Skip to main content

You make this possible. Support our independent, nonprofit newsroom today.

Give Now

Olympic National Park cabins demolished before they fall into Pacific Ocean

caption: Caution tape and a few feet of lawn stand between a crumbling bluff and cabins slated for removal in Olympic National Park's Kalaloch area on March 11, 2024.
Enlarge Icon
Caution tape and a few feet of lawn stand between a crumbling bluff and cabins slated for removal in Olympic National Park's Kalaloch area on March 11, 2024.
Courtesy Olympic National Park

Construction crews started removing seven cabins from a crumbling bluff in the thin strip of Olympic National Park that hugs the Pacific Coast on Monday.

The vacation cabins in the park’s popular Kalaloch area, about 90 miles due west of Seattle, were getting close to falling into the ocean after a winter of intense storms.

“We need to take action and these cabins need to be removed because the bluff edge is close enough to those structures that they’re at risk of being damaged in one event,” said Olympic National Park spokesperson Molly Pittman.

Big storms in late December and January gnawed away about 13 feet of land in front of the cabins being removed. Those cabins have been closed to public use since Jan. 1.

“Heavy rain systems and freeze-thaw events amplified the erosion effect of the king tides,” Pittman said.

Layers of glacially deposited sand, gravel, and stone make the bluff especially vulnerable to erosion from wave action, according to park officials, especially when the sodden ground expands upon freezing, then weakens when it thaws.

King tides are the highest tides of the year. They allow ocean waves to reach farther ashore than at other times. Rising sea levels, fueled by global warming, can have a similar effect.

caption: Pacific Ocean waves come ashore at Kalaloch, one of the most-visited locations in Olympic National Park, on March 11, 2024.
Enlarge Icon
Pacific Ocean waves come ashore at Kalaloch, one of the most-visited locations in Olympic National Park, on March 11, 2024.
Courtesy Olympic National Park

Bluff erosion is nothing new and is a natural process — an important source of sand and sediment for forming beaches.

Three cabins had to be removed from Kalaloch in the 1980s, according to a Washington Department of Ecology study.

“Those bluffs are constantly eroding,” said Ian Miller, a University of Washington oceanographer based in Port Angeles. “It just seems like they ramped up for some reason.”

The accelerating erosion over the past decade has been concentrated near the mouth of Kalaloch Creek.

“We have a sort of set of hypotheses for what may be driving that acceleration, but none have been rigorously examined,” Miller said.

Another 31 cabins at Kalaloch, along with a campground and the Kalaloch Lodge, weren’t affected.

“You can continue to go out to Kalaloch and enjoy that wonderful experience,” Pittman said.

Park officials encourage visitors to the Kalaloch area to use three “photo points” set up there, where smartphone users can line up photos and submit them to help scientists document the ever-changing state of the coast.

caption: Boarded-up cabins await removal from the Kalaloch area of Olympic National Park on March 11, 2024.
Enlarge Icon
Boarded-up cabins await removal from the Kalaloch area of Olympic National Park on March 11, 2024.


[Exercise] Search the data for the string "company" and extract every line where it appears.

[Records from a collection]
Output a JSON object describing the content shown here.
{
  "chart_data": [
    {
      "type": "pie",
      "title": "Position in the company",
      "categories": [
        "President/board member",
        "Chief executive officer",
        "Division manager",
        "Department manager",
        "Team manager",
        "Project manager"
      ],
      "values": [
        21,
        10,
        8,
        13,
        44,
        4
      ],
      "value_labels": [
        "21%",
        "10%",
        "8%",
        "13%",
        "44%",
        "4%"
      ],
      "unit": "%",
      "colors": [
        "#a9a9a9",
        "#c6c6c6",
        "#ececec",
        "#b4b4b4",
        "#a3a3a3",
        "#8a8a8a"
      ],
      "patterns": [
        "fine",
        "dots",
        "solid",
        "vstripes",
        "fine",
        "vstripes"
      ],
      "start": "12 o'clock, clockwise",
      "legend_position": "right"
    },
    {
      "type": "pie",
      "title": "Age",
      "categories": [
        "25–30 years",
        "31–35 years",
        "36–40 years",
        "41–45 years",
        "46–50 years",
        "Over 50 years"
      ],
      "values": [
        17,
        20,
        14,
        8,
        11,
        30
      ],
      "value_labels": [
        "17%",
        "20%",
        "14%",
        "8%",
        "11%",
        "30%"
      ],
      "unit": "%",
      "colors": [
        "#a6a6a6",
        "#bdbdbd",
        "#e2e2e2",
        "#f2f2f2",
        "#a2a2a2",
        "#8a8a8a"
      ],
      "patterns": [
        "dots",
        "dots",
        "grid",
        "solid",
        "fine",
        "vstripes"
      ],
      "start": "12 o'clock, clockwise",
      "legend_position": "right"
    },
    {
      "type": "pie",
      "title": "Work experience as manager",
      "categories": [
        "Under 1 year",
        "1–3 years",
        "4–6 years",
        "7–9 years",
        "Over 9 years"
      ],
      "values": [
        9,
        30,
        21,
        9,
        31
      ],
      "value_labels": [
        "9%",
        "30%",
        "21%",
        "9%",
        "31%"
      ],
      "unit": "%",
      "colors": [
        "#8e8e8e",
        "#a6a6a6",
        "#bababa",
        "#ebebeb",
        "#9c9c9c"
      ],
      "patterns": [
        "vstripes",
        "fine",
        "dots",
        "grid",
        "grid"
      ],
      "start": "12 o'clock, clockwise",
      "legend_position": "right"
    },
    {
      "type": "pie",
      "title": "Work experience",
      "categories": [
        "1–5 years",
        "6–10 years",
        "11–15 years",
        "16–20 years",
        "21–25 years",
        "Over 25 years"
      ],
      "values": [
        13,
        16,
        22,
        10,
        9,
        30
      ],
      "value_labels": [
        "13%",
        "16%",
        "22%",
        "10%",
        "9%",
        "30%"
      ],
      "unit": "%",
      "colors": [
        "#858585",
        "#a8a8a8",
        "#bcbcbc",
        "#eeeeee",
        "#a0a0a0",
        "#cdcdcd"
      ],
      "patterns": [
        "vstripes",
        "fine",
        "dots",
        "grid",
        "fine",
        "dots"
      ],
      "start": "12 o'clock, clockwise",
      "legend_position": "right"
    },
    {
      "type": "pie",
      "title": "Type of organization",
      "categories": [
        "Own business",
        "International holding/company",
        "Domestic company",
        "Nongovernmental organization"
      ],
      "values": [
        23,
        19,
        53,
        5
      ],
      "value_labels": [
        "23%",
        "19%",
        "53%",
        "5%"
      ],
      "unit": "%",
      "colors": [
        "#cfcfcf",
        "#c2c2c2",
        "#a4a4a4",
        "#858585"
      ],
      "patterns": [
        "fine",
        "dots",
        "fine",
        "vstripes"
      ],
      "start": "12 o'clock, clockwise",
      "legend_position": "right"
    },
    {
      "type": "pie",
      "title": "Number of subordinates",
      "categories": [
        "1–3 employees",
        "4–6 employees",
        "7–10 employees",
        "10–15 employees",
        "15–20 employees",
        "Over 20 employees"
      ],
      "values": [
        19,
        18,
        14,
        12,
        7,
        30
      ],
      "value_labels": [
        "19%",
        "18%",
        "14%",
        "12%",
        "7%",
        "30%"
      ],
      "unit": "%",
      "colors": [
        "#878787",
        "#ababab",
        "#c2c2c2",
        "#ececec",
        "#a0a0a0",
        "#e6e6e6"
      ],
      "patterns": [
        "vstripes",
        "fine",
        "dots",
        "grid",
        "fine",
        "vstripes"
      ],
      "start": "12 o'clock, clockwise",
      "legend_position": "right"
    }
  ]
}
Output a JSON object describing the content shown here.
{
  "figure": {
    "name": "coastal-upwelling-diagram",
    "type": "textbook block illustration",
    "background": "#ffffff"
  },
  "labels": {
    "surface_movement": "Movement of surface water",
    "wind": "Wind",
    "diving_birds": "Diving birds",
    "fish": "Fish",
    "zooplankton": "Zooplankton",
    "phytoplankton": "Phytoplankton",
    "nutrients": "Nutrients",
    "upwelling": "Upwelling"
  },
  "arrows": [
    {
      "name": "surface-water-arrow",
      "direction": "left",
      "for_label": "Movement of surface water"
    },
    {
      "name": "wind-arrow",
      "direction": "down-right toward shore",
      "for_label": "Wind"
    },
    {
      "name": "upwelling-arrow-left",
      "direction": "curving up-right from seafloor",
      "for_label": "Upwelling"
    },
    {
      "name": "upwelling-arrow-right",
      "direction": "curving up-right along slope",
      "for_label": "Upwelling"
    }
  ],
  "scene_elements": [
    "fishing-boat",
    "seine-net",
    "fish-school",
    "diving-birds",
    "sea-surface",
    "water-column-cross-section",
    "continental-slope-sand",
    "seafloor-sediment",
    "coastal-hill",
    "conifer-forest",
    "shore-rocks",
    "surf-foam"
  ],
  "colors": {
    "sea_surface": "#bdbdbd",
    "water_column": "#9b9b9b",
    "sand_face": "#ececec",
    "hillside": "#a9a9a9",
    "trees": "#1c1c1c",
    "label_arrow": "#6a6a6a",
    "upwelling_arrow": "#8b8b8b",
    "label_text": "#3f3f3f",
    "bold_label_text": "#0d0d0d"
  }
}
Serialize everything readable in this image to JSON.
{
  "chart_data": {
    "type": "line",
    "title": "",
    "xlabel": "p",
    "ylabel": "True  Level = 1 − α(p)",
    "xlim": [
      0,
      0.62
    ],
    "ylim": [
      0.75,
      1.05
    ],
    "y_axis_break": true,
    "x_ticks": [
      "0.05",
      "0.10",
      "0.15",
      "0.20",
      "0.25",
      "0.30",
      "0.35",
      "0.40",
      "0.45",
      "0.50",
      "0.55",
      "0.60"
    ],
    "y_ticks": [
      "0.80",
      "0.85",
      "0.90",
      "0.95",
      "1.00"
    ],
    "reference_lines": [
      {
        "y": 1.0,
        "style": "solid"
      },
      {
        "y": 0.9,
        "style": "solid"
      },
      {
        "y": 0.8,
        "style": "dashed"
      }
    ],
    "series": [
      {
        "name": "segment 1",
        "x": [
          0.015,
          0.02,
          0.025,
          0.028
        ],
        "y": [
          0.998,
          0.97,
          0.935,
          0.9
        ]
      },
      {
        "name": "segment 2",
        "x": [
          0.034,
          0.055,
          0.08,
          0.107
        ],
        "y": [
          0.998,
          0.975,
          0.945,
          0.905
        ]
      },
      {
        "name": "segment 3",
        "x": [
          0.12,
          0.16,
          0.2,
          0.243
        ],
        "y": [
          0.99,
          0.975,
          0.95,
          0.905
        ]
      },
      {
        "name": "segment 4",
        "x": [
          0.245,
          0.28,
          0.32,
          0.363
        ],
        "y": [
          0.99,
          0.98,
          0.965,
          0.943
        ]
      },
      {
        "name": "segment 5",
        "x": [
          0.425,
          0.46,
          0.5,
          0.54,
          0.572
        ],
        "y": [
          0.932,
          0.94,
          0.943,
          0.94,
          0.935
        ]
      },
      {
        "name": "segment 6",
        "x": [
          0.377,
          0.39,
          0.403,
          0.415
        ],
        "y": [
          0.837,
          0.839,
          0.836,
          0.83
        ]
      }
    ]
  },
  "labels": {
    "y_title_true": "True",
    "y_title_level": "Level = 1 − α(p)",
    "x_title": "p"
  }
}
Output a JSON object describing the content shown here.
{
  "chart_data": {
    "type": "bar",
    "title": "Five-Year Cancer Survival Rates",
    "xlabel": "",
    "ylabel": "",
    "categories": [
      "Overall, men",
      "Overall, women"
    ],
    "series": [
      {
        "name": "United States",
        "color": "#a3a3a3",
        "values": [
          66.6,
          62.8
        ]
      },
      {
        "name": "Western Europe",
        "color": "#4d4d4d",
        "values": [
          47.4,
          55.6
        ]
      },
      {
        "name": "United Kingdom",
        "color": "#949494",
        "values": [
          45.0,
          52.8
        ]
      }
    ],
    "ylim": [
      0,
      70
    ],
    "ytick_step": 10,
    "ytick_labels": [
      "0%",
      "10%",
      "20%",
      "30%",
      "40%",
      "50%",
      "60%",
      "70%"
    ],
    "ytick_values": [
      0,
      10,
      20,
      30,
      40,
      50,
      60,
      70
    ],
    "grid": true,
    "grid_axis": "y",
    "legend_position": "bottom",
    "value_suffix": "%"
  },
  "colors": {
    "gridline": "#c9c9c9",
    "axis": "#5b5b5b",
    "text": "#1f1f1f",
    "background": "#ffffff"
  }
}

[Expected answer]
      "title": "Position in the company",
        "International holding/company",
        "Domestic company",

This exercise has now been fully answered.